A male sage grouse struts in the early morning hours outside Baggs, Wyo., on April 22, 2015. (Photo: Dan Cepeda/The Casper Star-Tribune via AP, file)
By Matthew Brown Associated Press
Friday, February 12, 2021
BILLINGS, Mont. — A federal judge on Thursday overturned a Trump administration action that allowed mining and other development on 10 million acres in parts of six western states that are considered important for the survival of a struggling bird species.
U.S. District Judge Lynn Winmill said the decision under Trump to cancel a prior effort to ban mining failed to fully consider how the move would affect greater sage grouse, a wide-ranging, chicken-sized bird that has seen a dramatic population drop in recent decades.
Winmill said the 2017 cancelation was arbitrary. He ordered the U.S. Interior Department's Bureau of Land Management to reconsider whether mining should be allowed.
The Idaho-based judge's ruling does not revive a temporary mining ban imposed under Democratic President Barack Obama, which expired while the issue was in dispute. Whether that happens will be up to the administration of President Joe Biden, said attorney Michael Saul of the Center for Biological Diversity, one of the environmental groups that sued over the Trump administration's actions.
Saul said he was not aware of any major mining projects that moved forward in the affected areas under Trump.
"That's a lot of habitat for sage grouse, but it's not a lot of land compared to all of the federal estate" that's open for mining, he said.
Lifting the ban under Trump in 2017 allowed the potential for mining and other development, primarily in Idaho and Nevada but also in parts of Montana, Oregon, Utah and Wyoming. Officials at the time said an analysis showed mining or grazing would not pose a significant threat to the ground-dwelling birds.
Winmill said in his ruling that the analysis was incomplete and ignored prior science on the issue.
Millions of sage grouse once roamed the West. Development, livestock grazing and an invasive grass that encourages wildfires reduced the bird's population to fewer than 500,000. The quirky birds with long, pointed tail feathers are known for the male's elaborate courtship display in which air sacs in the neck are inflated to make a popping sound.
The Obama administration declined to place the bird under the protection of the Endangered Species Act, citing the mining withdrawal and habitat plans.
National Mining Association spokesperson Conor Bernstein said the group was disappointed in Thursday's ruling. He said the Trump administration had correctly decided that blocking mining across such a broad area was unreasonable.
"We still firmly believe that the science and the evidence in front of the agencies led them to the right conclusion," Bernstein said.
Interior Department spokeswoman Melissa Schwartz said officials were not commenting on Thursday's order.
Since Biden took office last month, Interior and other agencies have launched a broad review of Trump programs and policies affecting the environment, wildlife and public health. That includes reconsideration of sweeping land-use plans adopted under the former Republican president that would have relaxed sage grouse protection rules for agriculture, oil and gas and other industries in parts of seven states.
Winmill had blocked those plans in 2019 in a separate lawsuit brought by environmental groups. A review under Trump that was meant to justify the plans was not completed until his final days in office, which prevented them from being put into action.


§ **About this task**
With pictures excluded, retype exactly every line from the one containing "The height and" to the end of the records below.
*** Data under study
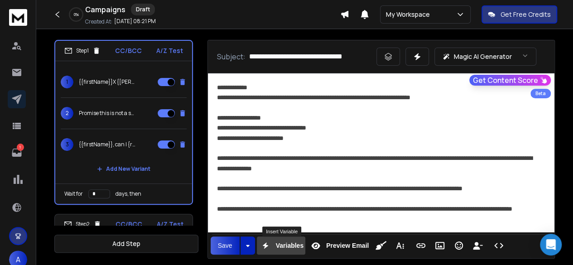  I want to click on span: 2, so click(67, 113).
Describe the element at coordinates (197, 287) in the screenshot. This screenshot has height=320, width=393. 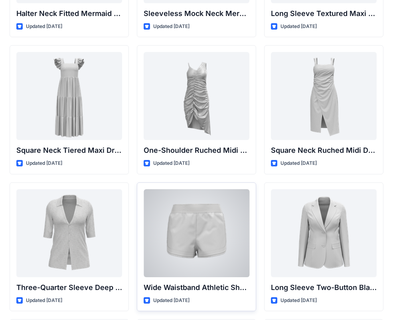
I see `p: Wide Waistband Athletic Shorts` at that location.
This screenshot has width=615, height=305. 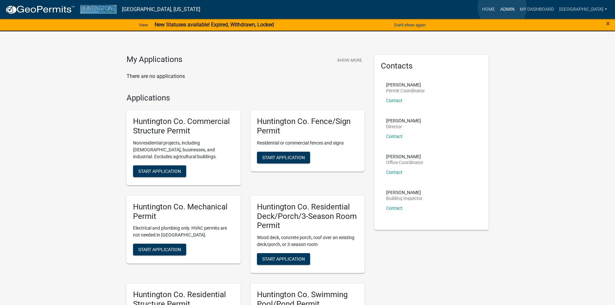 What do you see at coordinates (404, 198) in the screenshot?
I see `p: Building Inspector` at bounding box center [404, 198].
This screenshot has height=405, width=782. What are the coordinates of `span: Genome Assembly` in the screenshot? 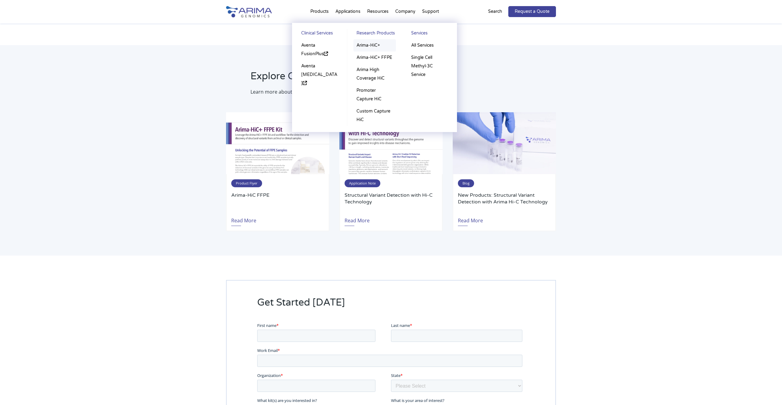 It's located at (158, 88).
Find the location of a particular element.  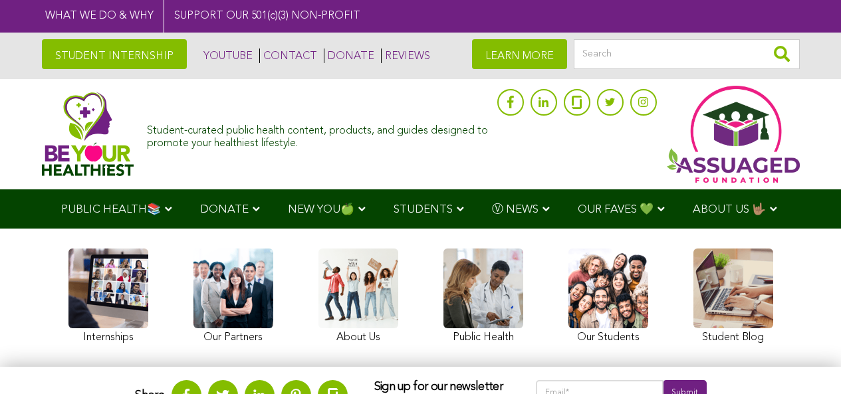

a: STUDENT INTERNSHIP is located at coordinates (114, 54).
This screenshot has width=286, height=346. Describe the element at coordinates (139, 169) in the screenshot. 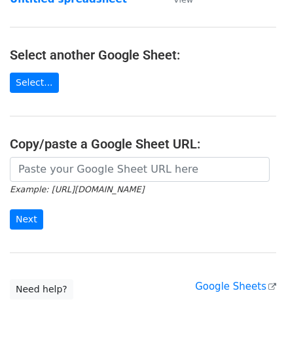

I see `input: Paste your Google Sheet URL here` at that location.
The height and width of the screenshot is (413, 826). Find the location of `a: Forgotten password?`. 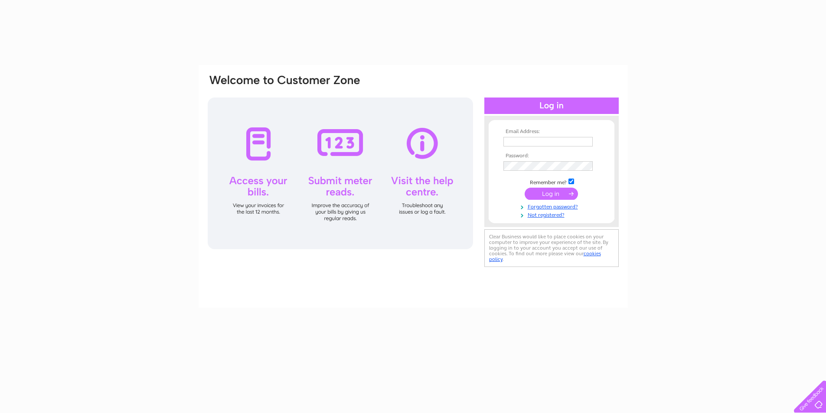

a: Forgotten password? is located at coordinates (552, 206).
******
§ **Response to this task**
The height and width of the screenshot is (413, 826). Find the location of `a: Forgotten password?`. 

a: Forgotten password? is located at coordinates (552, 206).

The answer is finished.